The trait known as sexual dimorphism also occurs in insects and crustaceans like butterflies and lobsters. In birds it is thought to occur across all species, but in cardinals it is especially noticeable.

Ornithologists refer to them as "half-siders"

"Cardinals are one of the most well-known sexually dimorphic birds in North America," according to Hooper.

"Their bright red plumage in males is iconic—so people easily notice when they look different."

What makes these "half-siders" so different?

Hooper tells NatGeo that most female birds carry one copy of each sex chromosome, called Z and W in birds, whereas males have two copies of the Z chromosome.

It's the opposite in humans where most males have X and Y chromosomes and most females have two X chromosomes.

In birds, sex is determined by the female's eggs which typically carry only one Z or W chromosome, which is then fertalized by the male's Z chromosome sperm.

In dimorphic eggs however the cell develops two nuclei carrying Z and W chromosomes which are then both fertilized by by two Z chromosome sperm.

The result is a chimera who develops a half male ZZ and half female ZW body.

Gynandromorphs like the Caldwell's cardinal aren't unheard of, but they are rare enough that it is usually a big deal when they are spotted.

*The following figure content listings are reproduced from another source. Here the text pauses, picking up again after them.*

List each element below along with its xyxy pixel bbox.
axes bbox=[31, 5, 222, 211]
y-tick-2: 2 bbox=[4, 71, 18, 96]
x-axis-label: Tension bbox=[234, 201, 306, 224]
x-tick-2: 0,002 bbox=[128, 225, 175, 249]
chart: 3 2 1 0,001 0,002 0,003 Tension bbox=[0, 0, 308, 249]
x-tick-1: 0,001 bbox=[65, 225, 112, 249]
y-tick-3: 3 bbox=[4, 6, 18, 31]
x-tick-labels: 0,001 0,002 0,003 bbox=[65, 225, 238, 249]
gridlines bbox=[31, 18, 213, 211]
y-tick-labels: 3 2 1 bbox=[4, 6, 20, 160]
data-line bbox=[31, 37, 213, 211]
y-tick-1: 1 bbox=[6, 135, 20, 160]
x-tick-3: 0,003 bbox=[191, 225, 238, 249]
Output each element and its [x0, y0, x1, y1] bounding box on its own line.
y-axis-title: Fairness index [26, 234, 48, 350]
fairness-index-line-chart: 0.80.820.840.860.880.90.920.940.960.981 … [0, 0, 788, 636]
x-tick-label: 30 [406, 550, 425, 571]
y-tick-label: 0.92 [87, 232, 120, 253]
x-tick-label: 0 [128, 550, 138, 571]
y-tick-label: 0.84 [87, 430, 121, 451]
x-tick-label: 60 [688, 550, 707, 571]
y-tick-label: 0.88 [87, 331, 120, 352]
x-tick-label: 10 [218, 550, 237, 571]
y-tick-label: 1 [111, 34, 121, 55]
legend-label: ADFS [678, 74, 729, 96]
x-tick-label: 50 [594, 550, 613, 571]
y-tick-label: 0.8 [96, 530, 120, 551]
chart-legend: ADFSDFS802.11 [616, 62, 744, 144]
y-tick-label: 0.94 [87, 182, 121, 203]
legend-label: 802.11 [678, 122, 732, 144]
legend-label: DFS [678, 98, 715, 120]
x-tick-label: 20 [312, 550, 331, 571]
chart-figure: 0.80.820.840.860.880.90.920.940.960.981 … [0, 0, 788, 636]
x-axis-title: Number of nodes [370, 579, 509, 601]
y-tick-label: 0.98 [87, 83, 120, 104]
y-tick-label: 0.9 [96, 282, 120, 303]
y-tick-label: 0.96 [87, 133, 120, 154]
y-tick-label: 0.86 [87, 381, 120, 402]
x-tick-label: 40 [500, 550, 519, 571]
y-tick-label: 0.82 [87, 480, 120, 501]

Carolyn Carpenter Tamburrino/Facebook


Amy Cowell/Facebook


Coury James/Facebook


Terry L. Sage/Facebook


Warren Butchy Kolbenheyer/Facebook


The Caldwell's cardinal however may be even more rare.

In most cases gynandromorphs are born infertile and unable to reproduce, but in the case of the Caldwell's bird the left side of its body is female.

While female birds have ovaries on both sides only the left side ovaries are functional. So the Caldwell's bird may be able to reproduce.

And the Caldwells say their cardinal may even have a mate.

Shirley says she often spots her gynandromorph in the company of a male bird.

"We're happy it's not lonely," Shirley says.

It's hard to know for sure if the cardinal will be able to reproduce, but Shirley is certainly hoping so.

"Who knows, maybe we will be lucky enough to see a family in summer!"